Speaking of radio, "Little Steven's Underground Garage," which is always great and a true bright spot on the dial, was especially noteworthy last weekend. In the first of a three-part series, he and special guest Bruce Springsteen discussed their influences, along with the first records each bought.
For Little Steven, his first purchase was "Tears on My Pillow" by Little Anthony and the Imperials, while Springsteen's was a record of Dusty Rhodes (wasn't he a professional wrestler?) doing Elvis covers. "Meet the Beatles" was the first album for each.
For me, it was the Beatles' "I Want to Hold Your Hand," although as Springsteen mentioned on the show, I also was attracted to novelty records. "The Twist" and "Limbo Rock" were Top Tens for me, and I was fortunate because my 10 years-older-than-me brother had many of the most boss 45s.
When he was out of the house, I would go into his room and play some of them quietly and stare at them like they were all various pieces of the Holy Grail. I was especially enthralled by the Sun label. It's bright yellow illustration of a rooster was striking, and even more prized because of the wondrous sounds I heard when I put them on the turntable. Elvis, of course, but also Billy Lee Riley, Roy Orbison and Jerry Lee Lewis.
At the time I didn't know I was holding history in my hands. But I knew these were significant; they felt real, and had some primoridal sound that suggested a larger world outside of that tiny bedroom. I played these records and looked at them for hours, and I was lucky -- my mother never told me to stop, only to be careful with them. I like to think I treated the records with the museum respect they deserved. The time spent in that room turned out to some of my most important education.
By the time "Rubber Soul" (my first album) came out, I had cajoled my parents into my little record player, on which I played my own tiny, but ever-growing, record collection until I wore out the grooves. I went to McCrory's every week with my paper-route money to check out new releases, hoping for a Beatles picture sleeve each time.
I've gone on about this before, but this is why today's music seems so disposable. It's downloaded, from somewhere in the air, and it feels like it could all go away in one quick breath, or click. And if it's new music maybe it wouldn't even matter.
A few weeks ago I was looking through my old albums that I don't really play anymore. Each jacket has a story, a memory, and sometime provokes a question: What the hell was I thinking with this Uriah Heep album?
But I can't part with them; each is a mile marker: some good, some bad, some great, some embarassing, some indispensible. When I hold my very worn copy of "Sgt. Pepper's," I'm 12 years old, listening to life-changing music while my parents are downstairs and my brother is studying across the hall.
And life is full of promise, and not so complicated.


EXERCISE AIM: What lines in the data below mention the string "hits"? Copy them out.

....

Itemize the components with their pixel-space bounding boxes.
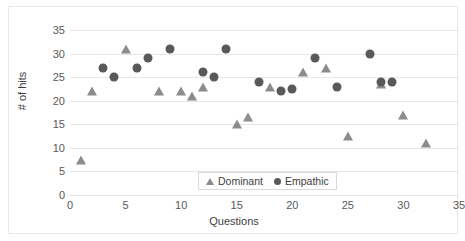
legend-item-empathic: Empathic [274, 175, 329, 187]
data-point-dominant [87, 87, 97, 96]
gridline [70, 54, 459, 55]
data-point-empathic [332, 82, 341, 91]
x-axis-title: Questions [9, 215, 459, 227]
triangle-icon [206, 178, 214, 185]
chart-frame: # of hits Questions 05101520253035 05101… [8, 6, 458, 234]
data-point-empathic [210, 73, 219, 82]
data-point-empathic [110, 73, 119, 82]
data-point-empathic [221, 44, 230, 53]
gridline [70, 195, 459, 196]
data-point-dominant [421, 139, 431, 148]
gridline [70, 148, 459, 149]
data-point-empathic [99, 63, 108, 72]
legend-item-dominant: Dominant [206, 175, 263, 187]
chart-legend: Dominant Empathic [198, 172, 337, 190]
gridline [70, 124, 459, 125]
data-point-empathic [388, 77, 397, 86]
data-point-dominant [198, 82, 208, 91]
x-axis-ticks: 05101520253035 [70, 197, 459, 215]
data-point-empathic [377, 77, 386, 86]
y-axis-ticks: 05101520253035 [15, 30, 65, 195]
gridline [70, 30, 459, 31]
y-tick-label-5: 25 [19, 71, 65, 83]
x-tick-label-7: 35 [453, 199, 465, 211]
data-point-dominant [176, 87, 186, 96]
data-point-dominant [121, 44, 131, 53]
data-point-empathic [366, 49, 375, 58]
legend-label-dominant: Dominant [218, 175, 263, 187]
data-point-dominant [76, 155, 86, 164]
y-tick-label-4: 20 [19, 95, 65, 107]
x-tick-label-4: 20 [286, 199, 298, 211]
y-tick-label-2: 10 [19, 142, 65, 154]
data-point-empathic [199, 68, 208, 77]
data-point-empathic [254, 77, 263, 86]
data-point-empathic [143, 54, 152, 63]
data-point-empathic [166, 44, 175, 53]
scatter-chart: # of hits Questions 05101520253035 05101… [0, 0, 465, 241]
data-point-empathic [310, 54, 319, 63]
data-point-dominant [321, 63, 331, 72]
data-point-empathic [132, 63, 141, 72]
plot-area [70, 30, 459, 195]
y-tick-label-6: 30 [19, 48, 65, 60]
gridline [70, 101, 459, 102]
data-point-dominant [298, 68, 308, 77]
gridline [70, 77, 459, 78]
x-tick-label-3: 15 [231, 199, 243, 211]
data-point-dominant [398, 110, 408, 119]
data-point-dominant [187, 92, 197, 101]
circle-icon [274, 178, 281, 185]
data-point-dominant [232, 120, 242, 129]
x-tick-label-2: 10 [175, 199, 187, 211]
x-tick-label-0: 0 [67, 199, 73, 211]
y-tick-label-3: 15 [19, 118, 65, 130]
x-tick-label-5: 25 [342, 199, 354, 211]
y-tick-label-7: 35 [19, 24, 65, 36]
x-tick-label-6: 30 [397, 199, 409, 211]
data-point-dominant [154, 87, 164, 96]
data-point-empathic [288, 84, 297, 93]
data-point-empathic [277, 87, 286, 96]
data-point-dominant [343, 132, 353, 141]
data-point-dominant [265, 82, 275, 91]
x-tick-label-1: 5 [123, 199, 129, 211]
data-point-dominant [243, 113, 253, 122]
y-tick-label-1: 5 [19, 165, 65, 177]
y-tick-label-0: 0 [19, 189, 65, 201]
legend-label-empathic: Empathic [285, 175, 329, 187]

....

YOUR RESPONSE:
chart-frame: # of hits Questions 05101520253035 05101… [8, 6, 458, 234]
scatter-chart: # of hits Questions 05101520253035 05101… [0, 0, 465, 241]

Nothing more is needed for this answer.